Pakistan on Thursday rejected U.S. criticism of the jailing of a Pakistani doctor who helped the United States track down Osama bin Laden, while a U.S. congressional panel cut aid to protest his imprisonment.
A court in Pakistan's Khyber tribal region Wednesday sentenced Shakil Afridi to 33 years in prison for treason. He was accused of running a fake vaccination campaign to help the CIA obtain DNA samples of the al-Qaida leader and family members to confirm his presence at a compound in the Pakistani city of Abbottabad. U.S. special forces killed bin Laden during a covert raid in the garrison city last May.
A Pakistani Foreign Ministry spokesman told reporters Thursday the Afridi case “will be decided in accordance with Pakistani laws and by the Pakistani courts.” He added that the U.S. and Pakistan need to “respect each other's legal processes and the judgements by the courts.”
Under Pakistan's tribal system, Afridi did not have access to a lawyer. U.S. State Department spokeswoman Victoria Nuland said Wednesday that the United States continues to see no basis for the charges against the doctor or his incarceration.
Earlier this year, U.S. Defense Secretary Leon Panetta said Afridi had been very helpful in tracking down bin Laden and called on Pakistani authorities to release him. Panetta called his arrest a “real mistake.”
In Washington Thursday, a U.S. Senate subcommittee voted to cut aid to Pakistan by $33 million – $1 million for every year of Afridi's 33-year prison sentence.
Senators Carl Levin and John McCain called Thursday for an immediate pardon for Afridi, saying in a joint statement that his sentence was “shocking and outrageous” while his help in tracking down bin Laden was “a courageous, heroic and patriotic act.”
Afridi's conviction comes amid deteriorating relations between the United States and Pakistan, which are in talks to reopen NATO supply lines to troops in Afghanistan that Pakistan shut down last November after U.S. airstrikes mistakenly killed 24 Pakistani troops.
Pakistan has demanded an apology for the cross-border attack and an end U.S. drone strikes on Pakistani soil.
On Tuesday, the Senate subcommittee voted to cut aid to Pakistan in President Barack Obama's budget proposal for next year by more than half, and threatened to withhold even more money unless the NATO supply routes are reopened.
The panel voted $1 billion in aid to Pakistan – a 58 percent cut in the level proposed by Mr. Obama.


TO DO
The records that follow are to be transcribed in full, leaving out each picture.

Entries from a visual dataset

• • • • • • •

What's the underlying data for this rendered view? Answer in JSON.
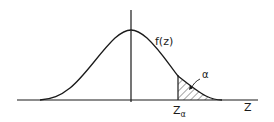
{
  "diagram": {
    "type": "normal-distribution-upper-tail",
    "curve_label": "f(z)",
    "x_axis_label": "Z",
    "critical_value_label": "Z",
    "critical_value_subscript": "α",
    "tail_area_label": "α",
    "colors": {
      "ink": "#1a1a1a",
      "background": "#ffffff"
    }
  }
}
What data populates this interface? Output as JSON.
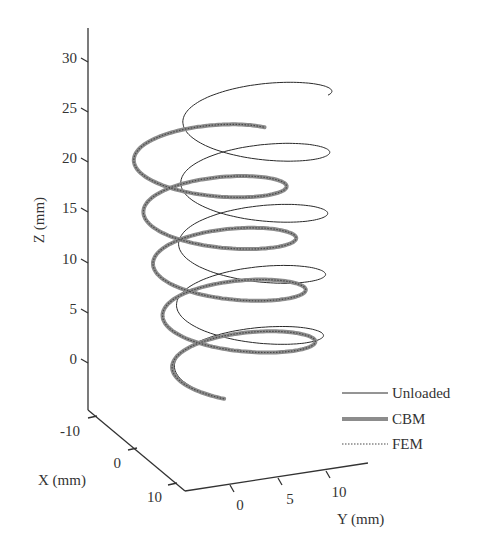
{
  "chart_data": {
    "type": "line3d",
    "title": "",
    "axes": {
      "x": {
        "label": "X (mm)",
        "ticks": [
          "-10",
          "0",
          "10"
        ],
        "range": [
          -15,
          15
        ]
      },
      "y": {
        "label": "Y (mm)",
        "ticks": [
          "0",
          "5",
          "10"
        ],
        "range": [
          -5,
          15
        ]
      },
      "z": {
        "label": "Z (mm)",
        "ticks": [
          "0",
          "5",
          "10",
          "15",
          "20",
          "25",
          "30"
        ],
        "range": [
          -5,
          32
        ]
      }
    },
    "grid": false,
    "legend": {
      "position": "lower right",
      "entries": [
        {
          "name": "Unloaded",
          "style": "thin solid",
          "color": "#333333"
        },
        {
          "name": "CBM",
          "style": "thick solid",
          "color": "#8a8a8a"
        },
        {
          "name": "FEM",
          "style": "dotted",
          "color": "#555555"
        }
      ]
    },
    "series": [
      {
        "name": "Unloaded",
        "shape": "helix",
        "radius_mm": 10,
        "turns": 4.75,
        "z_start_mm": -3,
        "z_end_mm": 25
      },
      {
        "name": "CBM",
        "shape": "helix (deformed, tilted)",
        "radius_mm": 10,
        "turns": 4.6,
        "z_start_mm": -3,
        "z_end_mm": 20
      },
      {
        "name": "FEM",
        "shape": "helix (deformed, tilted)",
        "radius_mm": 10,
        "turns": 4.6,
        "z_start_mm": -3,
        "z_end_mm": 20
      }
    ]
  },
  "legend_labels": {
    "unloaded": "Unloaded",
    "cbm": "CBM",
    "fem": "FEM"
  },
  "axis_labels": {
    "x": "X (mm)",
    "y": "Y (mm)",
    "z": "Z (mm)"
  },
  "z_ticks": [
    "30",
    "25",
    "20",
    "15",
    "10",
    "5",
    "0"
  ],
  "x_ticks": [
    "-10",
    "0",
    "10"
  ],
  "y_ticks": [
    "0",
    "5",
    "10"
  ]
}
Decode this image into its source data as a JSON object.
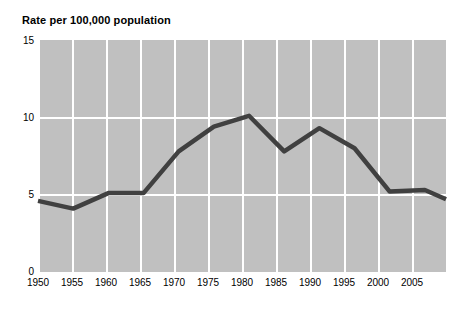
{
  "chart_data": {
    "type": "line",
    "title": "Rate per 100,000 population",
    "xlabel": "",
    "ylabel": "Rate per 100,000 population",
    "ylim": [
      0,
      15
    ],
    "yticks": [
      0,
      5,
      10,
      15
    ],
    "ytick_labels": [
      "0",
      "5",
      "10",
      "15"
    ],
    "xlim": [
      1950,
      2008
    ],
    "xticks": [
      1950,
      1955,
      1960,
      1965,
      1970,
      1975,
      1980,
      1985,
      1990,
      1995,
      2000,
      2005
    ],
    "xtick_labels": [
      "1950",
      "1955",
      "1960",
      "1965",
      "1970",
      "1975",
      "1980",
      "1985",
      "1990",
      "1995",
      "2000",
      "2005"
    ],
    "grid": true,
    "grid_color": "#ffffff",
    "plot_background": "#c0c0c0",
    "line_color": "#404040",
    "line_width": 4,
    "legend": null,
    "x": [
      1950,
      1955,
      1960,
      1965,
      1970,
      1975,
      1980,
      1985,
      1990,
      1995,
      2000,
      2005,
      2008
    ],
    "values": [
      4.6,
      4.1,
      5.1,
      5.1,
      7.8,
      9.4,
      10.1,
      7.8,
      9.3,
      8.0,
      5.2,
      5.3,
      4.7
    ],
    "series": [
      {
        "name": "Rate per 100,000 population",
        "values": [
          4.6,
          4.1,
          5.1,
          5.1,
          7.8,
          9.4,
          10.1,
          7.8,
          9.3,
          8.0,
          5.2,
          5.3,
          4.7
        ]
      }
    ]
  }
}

• • • • • • •

TASK OUTPUT
What's the underlying data for this rendered view? Answer in JSON.
{
  "diagram": {
    "type": "normal-distribution-upper-tail",
    "curve_label": "f(z)",
    "x_axis_label": "Z",
    "critical_value_label": "Z",
    "critical_value_subscript": "α",
    "tail_area_label": "α",
    "colors": {
      "ink": "#1a1a1a",
      "background": "#ffffff"
    }
  }
}
What data populates this interface? Output as JSON.
{
  "chart_data": {
    "type": "line3d",
    "title": "",
    "axes": {
      "x": {
        "label": "X (mm)",
        "ticks": [
          "-10",
          "0",
          "10"
        ],
        "range": [
          -15,
          15
        ]
      },
      "y": {
        "label": "Y (mm)",
        "ticks": [
          "0",
          "5",
          "10"
        ],
        "range": [
          -5,
          15
        ]
      },
      "z": {
        "label": "Z (mm)",
        "ticks": [
          "0",
          "5",
          "10",
          "15",
          "20",
          "25",
          "30"
        ],
        "range": [
          -5,
          32
        ]
      }
    },
    "grid": false,
    "legend": {
      "position": "lower right",
      "entries": [
        {
          "name": "Unloaded",
          "style": "thin solid",
          "color": "#333333"
        },
        {
          "name": "CBM",
          "style": "thick solid",
          "color": "#8a8a8a"
        },
        {
          "name": "FEM",
          "style": "dotted",
          "color": "#555555"
        }
      ]
    },
    "series": [
      {
        "name": "Unloaded",
        "shape": "helix",
        "radius_mm": 10,
        "turns": 4.75,
        "z_start_mm": -3,
        "z_end_mm": 25
      },
      {
        "name": "CBM",
        "shape": "helix (deformed, tilted)",
        "radius_mm": 10,
        "turns": 4.6,
        "z_start_mm": -3,
        "z_end_mm": 20
      },
      {
        "name": "FEM",
        "shape": "helix (deformed, tilted)",
        "radius_mm": 10,
        "turns": 4.6,
        "z_start_mm": -3,
        "z_end_mm": 20
      }
    ]
  },
  "legend_labels": {
    "unloaded": "Unloaded",
    "cbm": "CBM",
    "fem": "FEM"
  },
  "axis_labels": {
    "x": "X (mm)",
    "y": "Y (mm)",
    "z": "Z (mm)"
  },
  "z_ticks": [
    "30",
    "25",
    "20",
    "15",
    "10",
    "5",
    "0"
  ],
  "x_ticks": [
    "-10",
    "0",
    "10"
  ],
  "y_ticks": [
    "0",
    "5",
    "10"
  ]
}
Decode this image into its source data as a JSON object.
{
  "chart_data": {
    "type": "line",
    "title": "Rate per 100,000 population",
    "xlabel": "",
    "ylabel": "Rate per 100,000 population",
    "ylim": [
      0,
      15
    ],
    "yticks": [
      0,
      5,
      10,
      15
    ],
    "ytick_labels": [
      "0",
      "5",
      "10",
      "15"
    ],
    "xlim": [
      1950,
      2008
    ],
    "xticks": [
      1950,
      1955,
      1960,
      1965,
      1970,
      1975,
      1980,
      1985,
      1990,
      1995,
      2000,
      2005
    ],
    "xtick_labels": [
      "1950",
      "1955",
      "1960",
      "1965",
      "1970",
      "1975",
      "1980",
      "1985",
      "1990",
      "1995",
      "2000",
      "2005"
    ],
    "grid": true,
    "grid_color": "#ffffff",
    "plot_background": "#c0c0c0",
    "line_color": "#404040",
    "line_width": 4,
    "legend": null,
    "x": [
      1950,
      1955,
      1960,
      1965,
      1970,
      1975,
      1980,
      1985,
      1990,
      1995,
      2000,
      2005,
      2008
    ],
    "values": [
      4.6,
      4.1,
      5.1,
      5.1,
      7.8,
      9.4,
      10.1,
      7.8,
      9.3,
      8.0,
      5.2,
      5.3,
      4.7
    ],
    "series": [
      {
        "name": "Rate per 100,000 population",
        "values": [
          4.6,
          4.1,
          5.1,
          5.1,
          7.8,
          9.4,
          10.1,
          7.8,
          9.3,
          8.0,
          5.2,
          5.3,
          4.7
        ]
      }
    ]
  }
}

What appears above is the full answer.